Back to the future: All-Electric House in Shawnee shows 1950s’ dreams
In popular culture, the 1950s often come across as a sort of dream — an ever-shifting montage of one-car families, tract houses, trips to Disneyland, a friendly president named Eisenhower smiling from beneath a gleaming bald pate and, of course, “Dick and Jane” readers.
But the ’50s were, among other things, a time of radical change (see “Mad Men”) and nowhere is that so clearly reflected than in the Johnson County Museum’s 1950s All-Electric House.
What appears to be an unassuming ranch home sits behind the main museum in Shawnee on Lackman Road north of Shawnee Mission Parkway. And as a recent tour revealed, this house — built in 1954 as a model home developed by KCP&L to show off the wonders of electricity — was on the cutting edge of suburban-living technology.
Garage-door openers were, at the time, an exotic novelty. So, too, was the ability to open and close the living-room drapes at the push of a button, as a tour guide recently demonstrated. She pushed another button and a wall painting of a seascape slid to one side to reveal the screen of what would have been a built-in cathode ray tube television. (My guide pointed out that if the TV needed servicing, there was only one way to get it out — through an opening on the opposite side of the wall in the compact kitchen.)
The living room also included an “electric fireplace” that created the illusion of a crackling fire without generating heat. A waist-high pocket door to one side of the fireplace was the place to stow one of the most important accoutrements of 1950s living: TV trays. Evenly spaced electrical outlets on the living-room baseboard made it possible to plug in dozens of other devices.
On the bathroom ceiling was a lighting fixture that brought to mind the segmented Martian “eyes” in “The War of the Worlds,” the sci-fi classic that had been released the year before the model home opened. Look up and you can see three bulbs: an amber light, one for tanning and one described as an “ozone bulb.”
In the master bedroom were two single beds — a reflection of the conservative standards of ’50s TV and movies — and light controls within reach of one of the sleepers. The kitchen and a small adjoining room included an electric range (natch), a machine that could both wash and dry clothes, a GE freezer and a scary-looking “mangle iron,” a device into which you fed clothing that wrapped itself around a thick roller and came through the process wrinkle-free.
The home was warmed by an electric heat pump, also a novelty for the time. The house used no gas. In back was a green patio with partial brick wall, which my guide told me was replicated to the T.
The house was occupied by five families from the time it was a model home to the point where it was acquired by the museum and transported from its original site in Prairie Village. The original price was $50,000 at a time when the average home cost $15,000.
Visitors are shown a pre-tour video that gives you the backstory on the house as well as the history of the economic boom of the ’50s. And it points out that the Nifty-Fifties weren’t so dreamy for all Americans. African-Americans and other minorities fighting for civil rights at the time could not have bought a home in the Electric House’s original neighborhood. That freedom would come later, much later.
Other attractions in the metro
The United Federation of Doll Clubs maintains a doll museum at 10900 Pomona, just south of Kansas City International Airport. The collection includes antique and contemporary dolls. The museum is open from 10 a.m. to 4 p.m. Monday through Friday. Admission is $4. The federation is also hosting a conference for collectors July 16-17 at the Marriott on 12th Street. Visit ufdc.org or call 816-891-7040.
At Weird Stuff Antiques, you can probably find what you want, especially if your tastes run to old ukuleles, vintage commercial signs, guitar amplifiers, bicycles, felt-top card tables, alligator boots and old cars. And anything else you might be able to think of. The appropriately named company is in the process of moving from 901 Tracy to the River Bend Antique Flea Market & Estate Liquidators at 700 Woodswether Road beneath the Broadway Bridge. Check it out at www.weirdstuffantiques.com or call 816-868-6206.
1950s All-Electric House at Johnson County Museum
6305 Lackman Road, Shawnee
Hours: 1 to 4 p.m. Monday through Saturday; guided tours every 30 minutes
Cost: $5 adults; $4 seniors; $3 kids ages 5-12.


* **WHAT YOU NEED TO DO**
Scan the entries below and report only how many lines contain "From".
----- AVAILABLE RECORDS
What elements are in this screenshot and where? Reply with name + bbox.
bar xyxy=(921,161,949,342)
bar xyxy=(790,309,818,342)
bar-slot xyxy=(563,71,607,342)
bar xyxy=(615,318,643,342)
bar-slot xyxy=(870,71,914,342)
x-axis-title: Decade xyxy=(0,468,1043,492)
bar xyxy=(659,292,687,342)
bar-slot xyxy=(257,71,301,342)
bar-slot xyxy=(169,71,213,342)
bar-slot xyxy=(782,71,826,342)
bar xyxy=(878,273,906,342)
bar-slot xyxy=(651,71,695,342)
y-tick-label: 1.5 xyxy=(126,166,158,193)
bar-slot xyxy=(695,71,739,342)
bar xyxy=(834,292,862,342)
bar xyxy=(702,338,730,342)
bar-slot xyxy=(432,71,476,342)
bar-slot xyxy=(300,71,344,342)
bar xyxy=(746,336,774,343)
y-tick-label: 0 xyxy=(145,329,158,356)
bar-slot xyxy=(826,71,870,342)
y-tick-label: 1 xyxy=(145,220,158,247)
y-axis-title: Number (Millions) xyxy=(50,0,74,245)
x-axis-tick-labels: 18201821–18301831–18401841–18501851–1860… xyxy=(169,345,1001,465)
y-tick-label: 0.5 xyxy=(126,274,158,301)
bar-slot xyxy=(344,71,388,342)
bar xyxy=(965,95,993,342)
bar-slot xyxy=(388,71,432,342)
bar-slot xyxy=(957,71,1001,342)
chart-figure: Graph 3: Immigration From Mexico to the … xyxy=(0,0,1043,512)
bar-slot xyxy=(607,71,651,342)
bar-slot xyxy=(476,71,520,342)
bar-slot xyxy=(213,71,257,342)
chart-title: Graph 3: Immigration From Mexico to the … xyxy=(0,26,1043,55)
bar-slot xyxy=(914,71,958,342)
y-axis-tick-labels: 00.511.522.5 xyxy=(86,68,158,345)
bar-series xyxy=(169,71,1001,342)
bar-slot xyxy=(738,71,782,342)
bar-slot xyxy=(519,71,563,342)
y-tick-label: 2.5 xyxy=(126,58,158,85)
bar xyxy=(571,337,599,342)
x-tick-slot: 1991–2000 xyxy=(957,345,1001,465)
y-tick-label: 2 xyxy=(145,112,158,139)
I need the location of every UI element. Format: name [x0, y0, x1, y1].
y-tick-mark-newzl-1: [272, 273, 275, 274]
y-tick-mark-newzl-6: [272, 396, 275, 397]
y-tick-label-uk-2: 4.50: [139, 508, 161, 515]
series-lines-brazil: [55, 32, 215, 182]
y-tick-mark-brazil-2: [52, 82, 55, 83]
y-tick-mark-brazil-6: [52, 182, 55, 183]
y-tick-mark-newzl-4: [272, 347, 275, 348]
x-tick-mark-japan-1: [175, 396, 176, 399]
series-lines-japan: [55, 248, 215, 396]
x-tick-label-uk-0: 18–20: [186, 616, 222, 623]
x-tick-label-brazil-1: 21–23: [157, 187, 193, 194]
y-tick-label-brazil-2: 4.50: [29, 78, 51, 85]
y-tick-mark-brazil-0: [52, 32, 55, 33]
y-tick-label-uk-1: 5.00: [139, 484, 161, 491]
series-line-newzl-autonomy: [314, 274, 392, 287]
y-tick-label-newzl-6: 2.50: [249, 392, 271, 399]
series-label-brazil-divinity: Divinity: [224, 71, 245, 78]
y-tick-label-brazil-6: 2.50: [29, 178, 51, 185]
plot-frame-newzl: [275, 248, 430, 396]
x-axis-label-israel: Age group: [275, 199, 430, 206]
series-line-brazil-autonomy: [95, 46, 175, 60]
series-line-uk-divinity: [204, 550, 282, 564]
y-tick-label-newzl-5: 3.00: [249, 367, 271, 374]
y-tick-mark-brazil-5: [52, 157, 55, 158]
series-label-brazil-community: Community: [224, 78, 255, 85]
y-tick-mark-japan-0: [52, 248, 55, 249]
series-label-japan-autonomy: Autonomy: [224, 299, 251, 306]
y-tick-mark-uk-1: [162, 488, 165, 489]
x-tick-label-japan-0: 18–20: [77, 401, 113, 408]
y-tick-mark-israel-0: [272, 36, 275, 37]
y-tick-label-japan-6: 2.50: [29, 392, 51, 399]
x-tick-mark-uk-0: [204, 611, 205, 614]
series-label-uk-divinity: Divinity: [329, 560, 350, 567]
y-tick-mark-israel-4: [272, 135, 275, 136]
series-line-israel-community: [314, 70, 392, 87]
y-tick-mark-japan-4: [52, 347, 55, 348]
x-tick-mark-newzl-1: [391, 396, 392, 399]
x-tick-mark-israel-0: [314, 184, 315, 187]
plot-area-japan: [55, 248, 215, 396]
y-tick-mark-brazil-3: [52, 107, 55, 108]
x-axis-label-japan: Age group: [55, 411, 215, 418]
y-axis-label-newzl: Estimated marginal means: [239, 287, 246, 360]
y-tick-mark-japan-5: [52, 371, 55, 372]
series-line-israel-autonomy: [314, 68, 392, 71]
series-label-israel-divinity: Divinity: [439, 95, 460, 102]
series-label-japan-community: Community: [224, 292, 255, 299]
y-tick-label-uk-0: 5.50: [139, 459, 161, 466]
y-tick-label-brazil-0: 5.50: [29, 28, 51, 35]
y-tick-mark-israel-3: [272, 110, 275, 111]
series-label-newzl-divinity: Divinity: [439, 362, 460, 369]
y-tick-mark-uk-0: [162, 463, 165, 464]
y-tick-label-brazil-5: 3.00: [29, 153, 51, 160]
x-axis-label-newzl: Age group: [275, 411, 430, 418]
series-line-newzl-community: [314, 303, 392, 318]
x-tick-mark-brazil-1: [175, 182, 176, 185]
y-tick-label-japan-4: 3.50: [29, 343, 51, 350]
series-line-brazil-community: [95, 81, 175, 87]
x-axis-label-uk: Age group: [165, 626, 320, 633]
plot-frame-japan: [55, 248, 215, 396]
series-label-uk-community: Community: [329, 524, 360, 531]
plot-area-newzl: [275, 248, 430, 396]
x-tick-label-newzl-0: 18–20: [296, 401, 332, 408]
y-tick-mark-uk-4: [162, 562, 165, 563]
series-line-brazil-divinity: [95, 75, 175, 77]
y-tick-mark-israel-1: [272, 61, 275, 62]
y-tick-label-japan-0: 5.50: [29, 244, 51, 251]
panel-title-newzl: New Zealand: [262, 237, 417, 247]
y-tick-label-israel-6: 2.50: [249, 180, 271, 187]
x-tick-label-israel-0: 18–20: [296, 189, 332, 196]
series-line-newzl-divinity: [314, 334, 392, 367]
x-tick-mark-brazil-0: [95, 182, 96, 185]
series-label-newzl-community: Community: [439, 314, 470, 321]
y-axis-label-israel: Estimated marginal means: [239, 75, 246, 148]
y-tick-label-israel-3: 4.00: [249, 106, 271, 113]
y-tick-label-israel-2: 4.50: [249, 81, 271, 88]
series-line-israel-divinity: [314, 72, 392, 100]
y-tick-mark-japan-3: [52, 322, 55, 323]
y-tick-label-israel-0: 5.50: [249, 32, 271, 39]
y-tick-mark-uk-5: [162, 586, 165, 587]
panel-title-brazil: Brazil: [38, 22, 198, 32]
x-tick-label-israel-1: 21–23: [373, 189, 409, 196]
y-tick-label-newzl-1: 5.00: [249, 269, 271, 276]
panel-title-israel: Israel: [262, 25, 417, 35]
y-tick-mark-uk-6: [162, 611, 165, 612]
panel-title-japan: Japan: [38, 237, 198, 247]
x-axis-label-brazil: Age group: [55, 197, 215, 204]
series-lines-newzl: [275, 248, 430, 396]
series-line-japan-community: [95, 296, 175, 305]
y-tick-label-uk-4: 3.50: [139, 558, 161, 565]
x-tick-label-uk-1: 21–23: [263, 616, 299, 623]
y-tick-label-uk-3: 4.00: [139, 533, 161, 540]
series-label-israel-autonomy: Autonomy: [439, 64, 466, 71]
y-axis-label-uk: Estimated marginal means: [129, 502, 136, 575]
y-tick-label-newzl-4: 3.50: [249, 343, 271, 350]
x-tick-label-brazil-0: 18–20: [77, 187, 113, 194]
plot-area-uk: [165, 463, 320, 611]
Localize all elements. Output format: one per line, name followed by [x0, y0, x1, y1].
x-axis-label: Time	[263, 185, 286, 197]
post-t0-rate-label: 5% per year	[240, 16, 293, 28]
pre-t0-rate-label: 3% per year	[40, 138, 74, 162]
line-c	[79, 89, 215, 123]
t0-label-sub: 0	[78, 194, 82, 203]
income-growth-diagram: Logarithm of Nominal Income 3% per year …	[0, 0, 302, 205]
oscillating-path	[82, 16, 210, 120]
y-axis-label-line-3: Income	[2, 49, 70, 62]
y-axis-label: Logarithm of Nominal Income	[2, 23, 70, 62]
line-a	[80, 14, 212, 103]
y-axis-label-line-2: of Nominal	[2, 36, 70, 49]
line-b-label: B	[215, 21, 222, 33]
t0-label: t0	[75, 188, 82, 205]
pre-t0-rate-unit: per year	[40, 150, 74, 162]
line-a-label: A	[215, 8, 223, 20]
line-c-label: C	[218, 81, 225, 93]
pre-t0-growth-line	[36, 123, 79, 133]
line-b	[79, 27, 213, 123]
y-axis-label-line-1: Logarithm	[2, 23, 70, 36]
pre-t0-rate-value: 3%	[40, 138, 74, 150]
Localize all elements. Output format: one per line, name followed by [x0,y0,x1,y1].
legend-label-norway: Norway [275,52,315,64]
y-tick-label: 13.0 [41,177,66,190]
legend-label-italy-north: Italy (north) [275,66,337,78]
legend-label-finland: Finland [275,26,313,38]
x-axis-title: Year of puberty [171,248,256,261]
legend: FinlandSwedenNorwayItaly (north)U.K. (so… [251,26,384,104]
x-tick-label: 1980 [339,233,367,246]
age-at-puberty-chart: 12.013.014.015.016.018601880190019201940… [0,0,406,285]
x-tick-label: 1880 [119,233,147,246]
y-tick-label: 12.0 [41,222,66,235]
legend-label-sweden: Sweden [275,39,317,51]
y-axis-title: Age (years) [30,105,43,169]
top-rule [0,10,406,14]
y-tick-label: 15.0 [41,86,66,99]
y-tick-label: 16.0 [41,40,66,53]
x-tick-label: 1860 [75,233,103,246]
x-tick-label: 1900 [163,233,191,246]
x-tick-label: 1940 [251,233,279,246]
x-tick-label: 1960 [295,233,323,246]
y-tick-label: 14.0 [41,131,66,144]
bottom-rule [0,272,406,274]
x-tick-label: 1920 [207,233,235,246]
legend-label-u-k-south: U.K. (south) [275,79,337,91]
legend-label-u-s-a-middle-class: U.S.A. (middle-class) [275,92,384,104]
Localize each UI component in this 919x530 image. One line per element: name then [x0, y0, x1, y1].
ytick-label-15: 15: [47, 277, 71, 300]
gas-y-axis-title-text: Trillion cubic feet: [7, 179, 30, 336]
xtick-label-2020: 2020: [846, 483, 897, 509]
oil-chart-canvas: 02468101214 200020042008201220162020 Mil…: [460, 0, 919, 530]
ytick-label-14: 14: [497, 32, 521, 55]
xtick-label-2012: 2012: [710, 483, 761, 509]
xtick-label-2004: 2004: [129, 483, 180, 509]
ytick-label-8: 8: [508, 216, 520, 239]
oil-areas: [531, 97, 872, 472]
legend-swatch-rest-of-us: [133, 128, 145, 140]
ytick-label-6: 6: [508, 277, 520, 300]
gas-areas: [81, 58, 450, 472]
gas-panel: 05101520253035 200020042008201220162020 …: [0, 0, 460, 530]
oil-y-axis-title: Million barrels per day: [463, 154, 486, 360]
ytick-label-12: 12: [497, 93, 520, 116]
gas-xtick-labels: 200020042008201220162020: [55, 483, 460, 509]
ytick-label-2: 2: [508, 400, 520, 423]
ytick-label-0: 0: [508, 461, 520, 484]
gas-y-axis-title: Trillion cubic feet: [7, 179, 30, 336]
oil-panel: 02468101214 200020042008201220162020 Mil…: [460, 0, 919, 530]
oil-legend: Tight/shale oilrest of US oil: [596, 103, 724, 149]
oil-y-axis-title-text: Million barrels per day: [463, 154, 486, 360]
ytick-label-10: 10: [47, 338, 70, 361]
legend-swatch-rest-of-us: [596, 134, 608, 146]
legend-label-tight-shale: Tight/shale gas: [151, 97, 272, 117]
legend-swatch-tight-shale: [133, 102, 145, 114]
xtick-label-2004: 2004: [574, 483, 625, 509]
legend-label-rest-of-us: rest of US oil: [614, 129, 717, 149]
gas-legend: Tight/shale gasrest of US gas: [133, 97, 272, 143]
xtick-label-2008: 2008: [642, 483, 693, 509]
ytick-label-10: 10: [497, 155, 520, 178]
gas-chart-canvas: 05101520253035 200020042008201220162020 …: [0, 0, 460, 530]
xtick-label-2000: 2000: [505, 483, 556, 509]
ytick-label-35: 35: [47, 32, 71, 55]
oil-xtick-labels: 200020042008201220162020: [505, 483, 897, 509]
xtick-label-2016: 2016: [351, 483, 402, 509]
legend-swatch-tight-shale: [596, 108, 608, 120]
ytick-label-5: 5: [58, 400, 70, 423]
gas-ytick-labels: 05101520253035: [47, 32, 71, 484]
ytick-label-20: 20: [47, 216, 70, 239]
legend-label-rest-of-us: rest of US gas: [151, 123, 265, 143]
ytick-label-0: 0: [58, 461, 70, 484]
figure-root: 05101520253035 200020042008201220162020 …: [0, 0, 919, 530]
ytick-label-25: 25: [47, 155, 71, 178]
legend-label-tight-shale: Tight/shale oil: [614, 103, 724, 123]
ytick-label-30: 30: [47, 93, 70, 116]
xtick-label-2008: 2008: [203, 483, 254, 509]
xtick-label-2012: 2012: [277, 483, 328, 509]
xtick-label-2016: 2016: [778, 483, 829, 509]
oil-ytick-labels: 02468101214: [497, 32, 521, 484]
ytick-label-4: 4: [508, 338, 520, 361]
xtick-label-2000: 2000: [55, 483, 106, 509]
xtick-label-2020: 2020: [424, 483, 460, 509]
----------
* **RESPONSE TO THIS EXERCISE**
2